(Beginning of RECORDS SUPPLIED)

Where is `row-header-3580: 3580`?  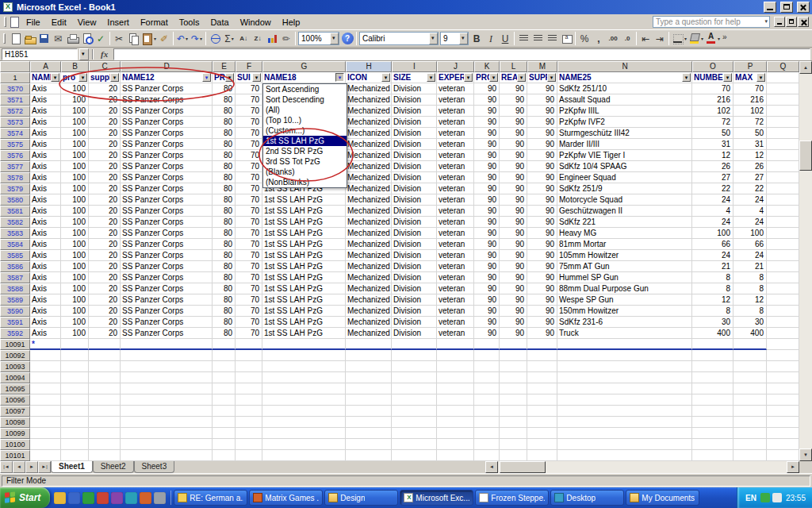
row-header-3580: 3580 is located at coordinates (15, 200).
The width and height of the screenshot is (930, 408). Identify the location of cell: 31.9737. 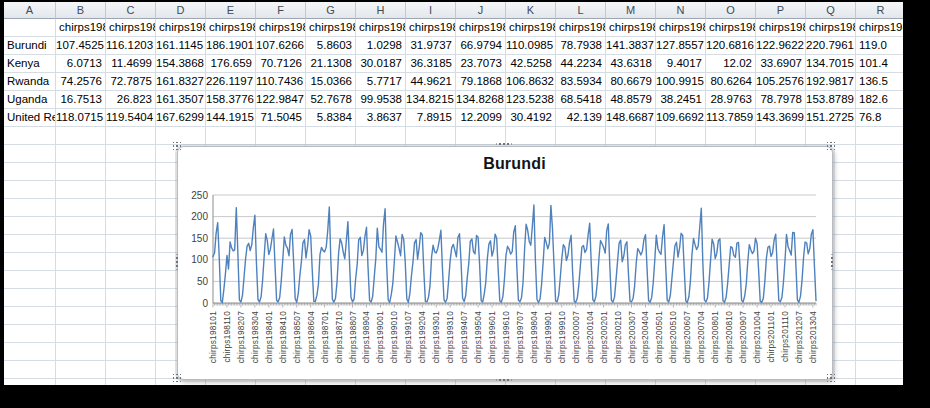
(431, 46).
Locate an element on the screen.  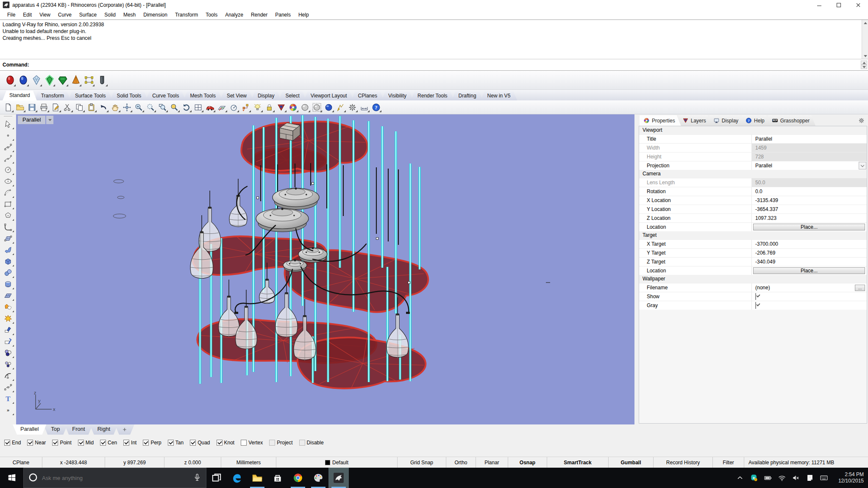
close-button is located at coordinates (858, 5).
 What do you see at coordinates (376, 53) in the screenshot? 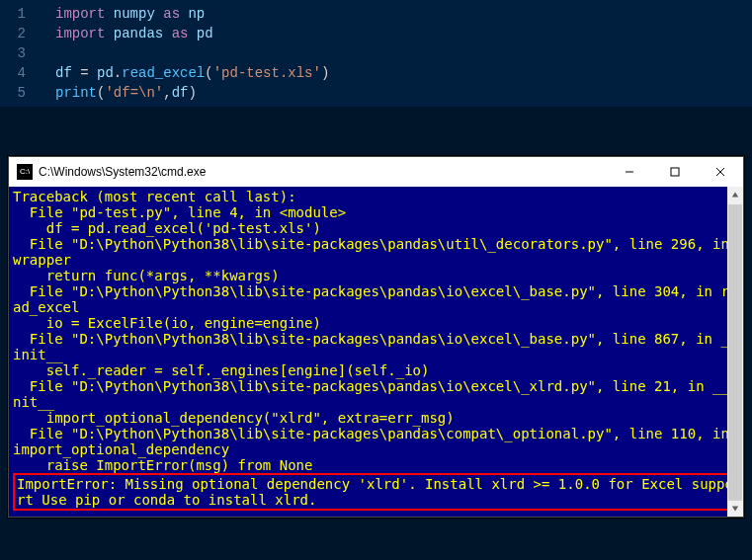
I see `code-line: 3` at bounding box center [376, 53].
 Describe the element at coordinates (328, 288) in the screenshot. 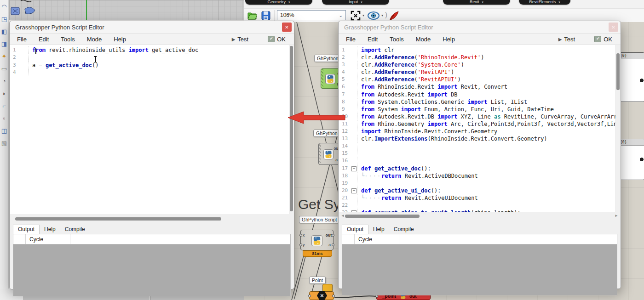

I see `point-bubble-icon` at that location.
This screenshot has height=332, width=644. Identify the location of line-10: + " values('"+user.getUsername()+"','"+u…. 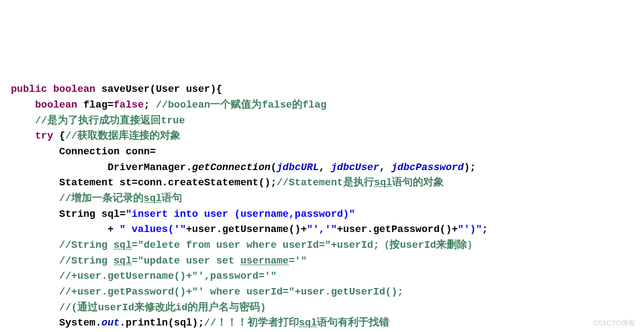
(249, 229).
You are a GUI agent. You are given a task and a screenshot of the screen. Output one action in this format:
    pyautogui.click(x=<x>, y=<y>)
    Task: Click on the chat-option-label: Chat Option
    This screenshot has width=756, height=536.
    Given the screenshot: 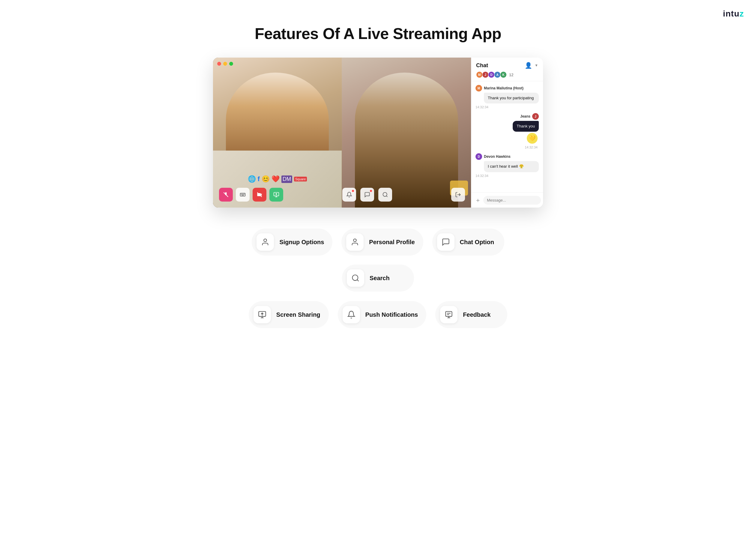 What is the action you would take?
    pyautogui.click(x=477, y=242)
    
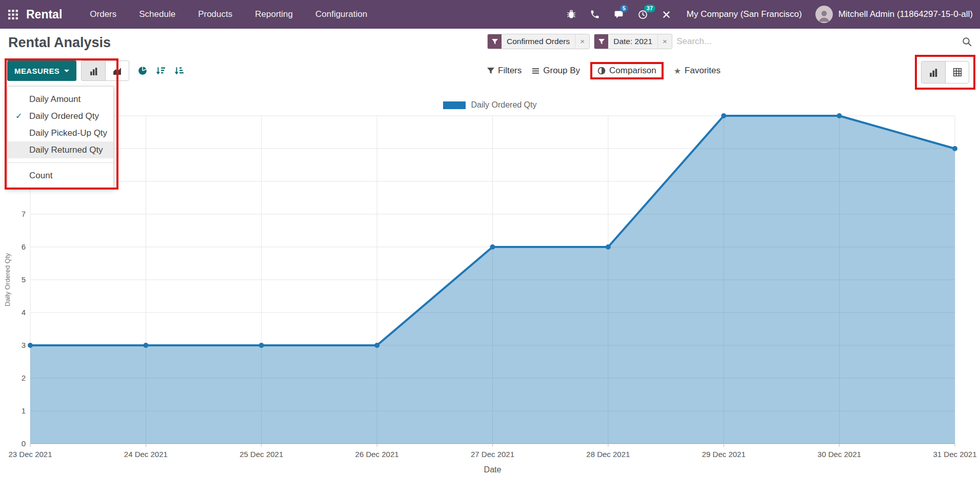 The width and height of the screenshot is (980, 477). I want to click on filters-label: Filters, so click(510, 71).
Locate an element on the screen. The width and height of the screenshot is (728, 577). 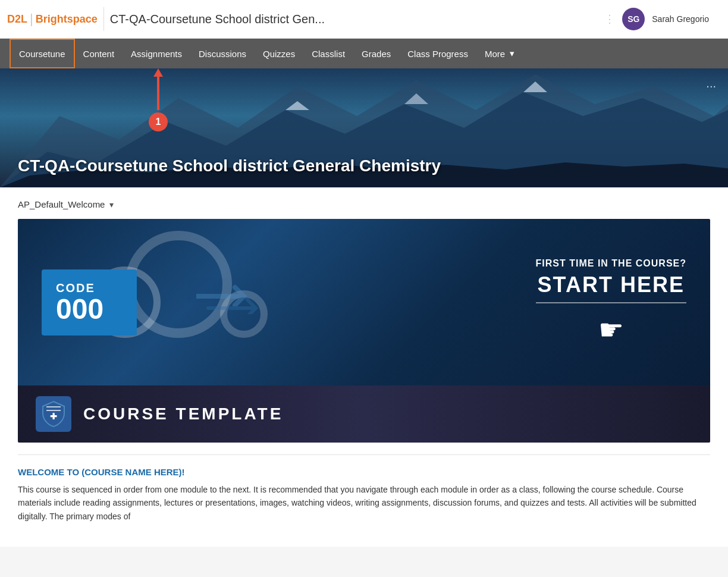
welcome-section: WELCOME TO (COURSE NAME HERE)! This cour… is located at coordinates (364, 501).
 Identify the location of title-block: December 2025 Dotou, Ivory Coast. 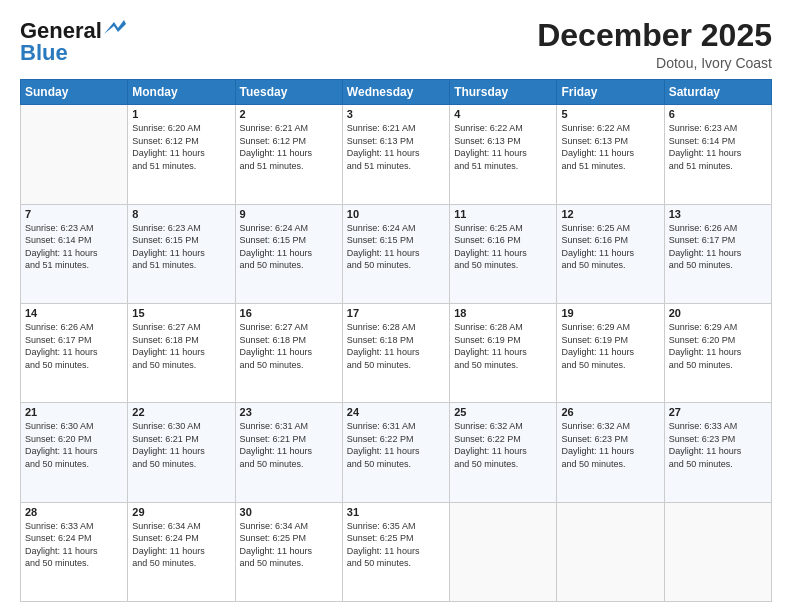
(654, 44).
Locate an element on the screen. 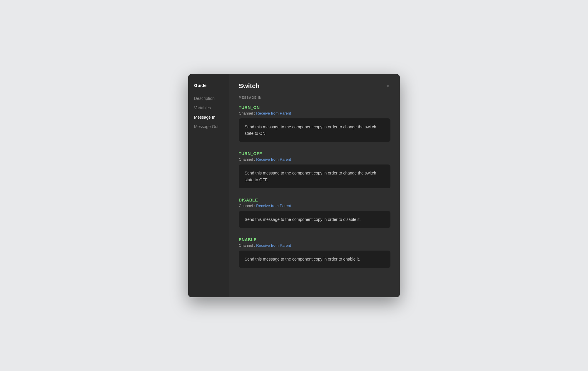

(End of RECORDS SUPPLIED)

- TASK INSTRUCTIONS:
Within the entries above, give again exactly the lines starting at the one that contains "What do you" and ending at the one that contains "This screenshot has width=756, height=536.", leaving out the pictures.

- EXERCISE OUTPUT:
 What do you see at coordinates (376, 53) in the screenshot? 
I see `code-line: 3` at bounding box center [376, 53].
 Describe the element at coordinates (328, 288) in the screenshot. 

I see `point-bubble-icon` at that location.
This screenshot has height=332, width=644. Identify the location of line-10: + " values('"+user.getUsername()+"','"+u…. 
(249, 229).
You are a GUI agent. You are given a task and a screenshot of the screen. Output one action in this format:
    pyautogui.click(x=<x>, y=<y>)
    Task: Click on the chat-option-label: Chat Option
    This screenshot has width=756, height=536.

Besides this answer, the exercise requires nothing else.